The past two years appear to have begun finally to galvanise academia: the Stern report for the British government on the economics of climate change and regular reports from the Intergovernmental Panel on Climate Change (IPCC) have focused minds. Also, the publication in 2005 of an action plan for sustainable development by the Higher Education Funding Council for England (Hefce) asked universities to start integrating the environmental message into their courses and to look at their own consumption of energy and water, and their own transport habits.

Steve Egan, Hefce’s deputy chief executive, says that an upcoming strategic review will “identify the key opportunities and challenges in sustainable development. We welcome the lead that many higher-education institutions have taken in integrating sustainability into their roles as educators, researchers and leaders in their communities and through their business operations.

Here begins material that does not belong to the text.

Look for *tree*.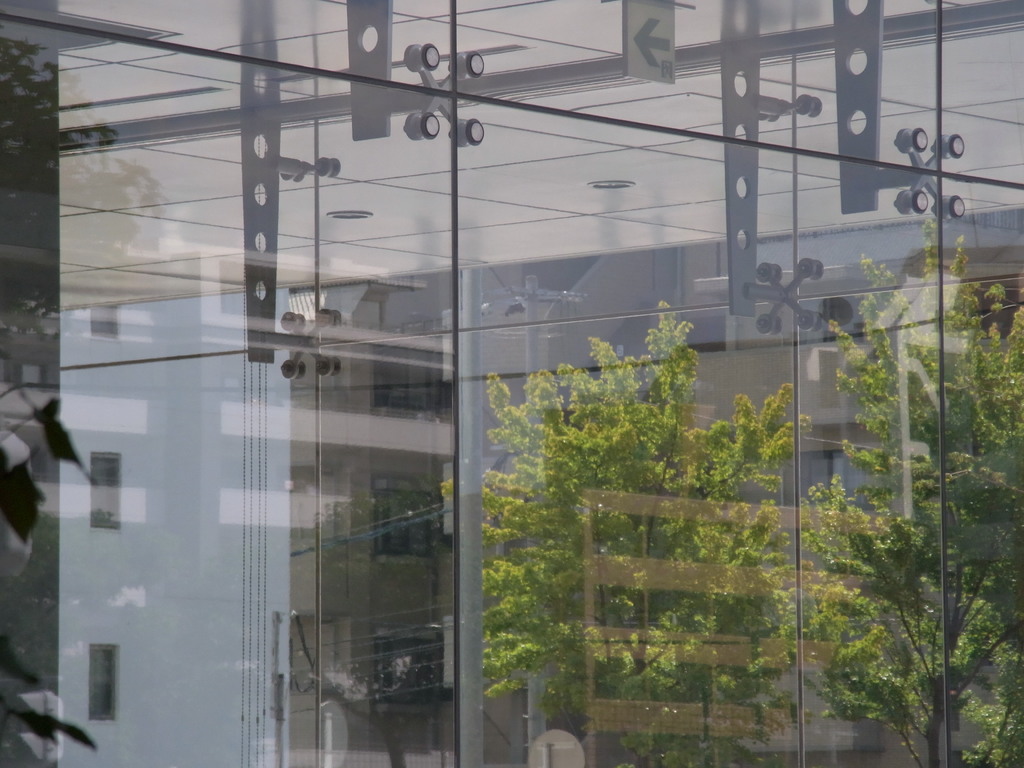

We also acknowledge that the sector has to rise to an increasingly challenging agenda and help others to do the same.”

The areas that must be focused on are estate management (universities are huge and wasteful beasts), encouraging research into monitoring and solving environmental problems (this is moving along quite nicely), and education itself.

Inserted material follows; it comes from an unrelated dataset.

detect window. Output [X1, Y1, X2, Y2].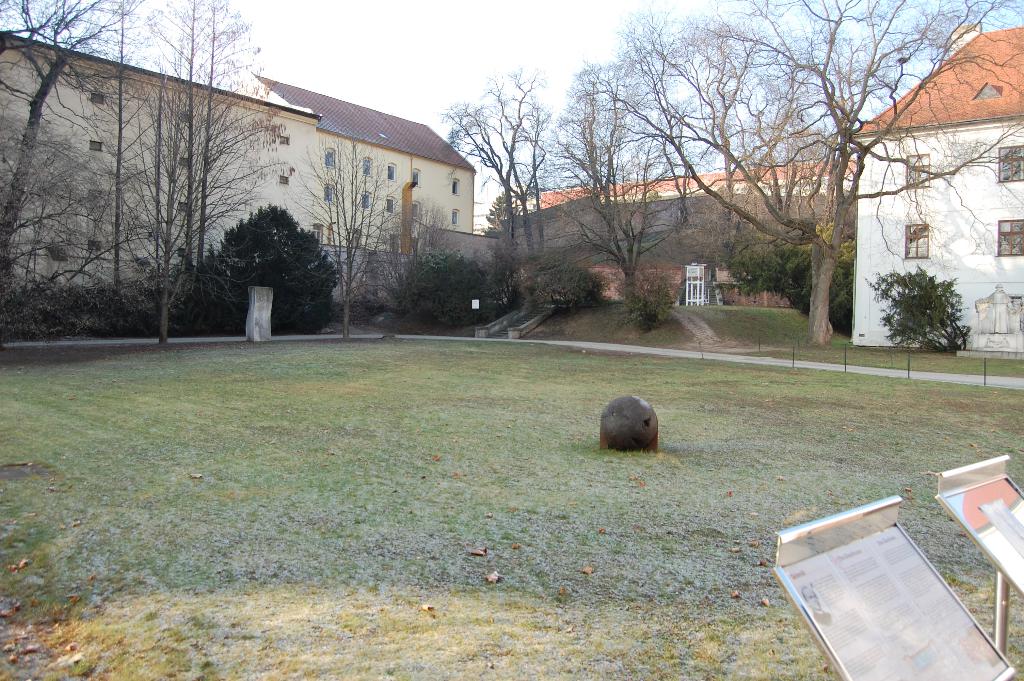
[998, 145, 1023, 182].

The Environmental Association for Universities and Colleges (EAUC) has been agitating for action for 12 years now, and is optimistic but also frustrated at the gentle pace of change. “The sector thinks it’s doing quite well, but clearly it could do a lot better,” says the executive director, Ian Patton.

As an example, he cites the University of Southampton’s Professional Services Building, an initiative that brought together students, staff and green-building professionals so that a simple building project ended up becoming an educative tool. “You would imagine that this sort of thing would be happening all over the place, but actually it’s seen as incredibly pioneering,” says Patton. “We really struggle to find other universities integrating the education and the theory in the same way. There are some standard-bearers — places such as Warwick, St Andrews, Gloucester — where this stuff is in their DNA; it’s who they are. But these places are the exception, not the rule. We need to get a move on; we’re living on a planet that has limited resources, and we need to start dealing with that now.”

Fortunately, he points out, students are starting to take action for themselves, with campaigns including student organisation People & Planet‘s Green League 2007 table last summer, which ranked universities according to their environmental awareness. The results were surprising. Oxford and the London School of Economics (LSE) both got “fair” ratings, while York and Glasgow scraped by below them. The three top-ranked universities were Leeds Metropolitan, Plymouth and Hertfordshire. “That really shook a few vice-chancellors,” says Patton. “I imagine that resolutions were made not to come that far down again.”

But the biggest problem is that, in the end, this is not just an issue for universities. This is going to be a problem for all of us. Paul Allen, development director at the Centre for Alternative Technology (CAT) in Wales, is very anxious about the blindness of the academics. “Do they realise that we need to have a huge re-skilling for Britain, that in the years ahead we are going to have to learn how to do things very differently? Are they planning courses that are going to re-educate our young people? No. They’re teaching young people in buildings where the lights are on all the time, in buildings where the energy is badly managed, where no one has even thought about approaching green electricity providers.”

EAUC’s conference this year is focusing on skills for sustainability. If the architects, engineers, designers and scientists have not been armed with the necessary skills, the necessary carbon descent cannot be achieved.

So, as Greening Spires suggests, things are moving forward, yes. But is it fast enough? Climate change does not leave any margins for complacency.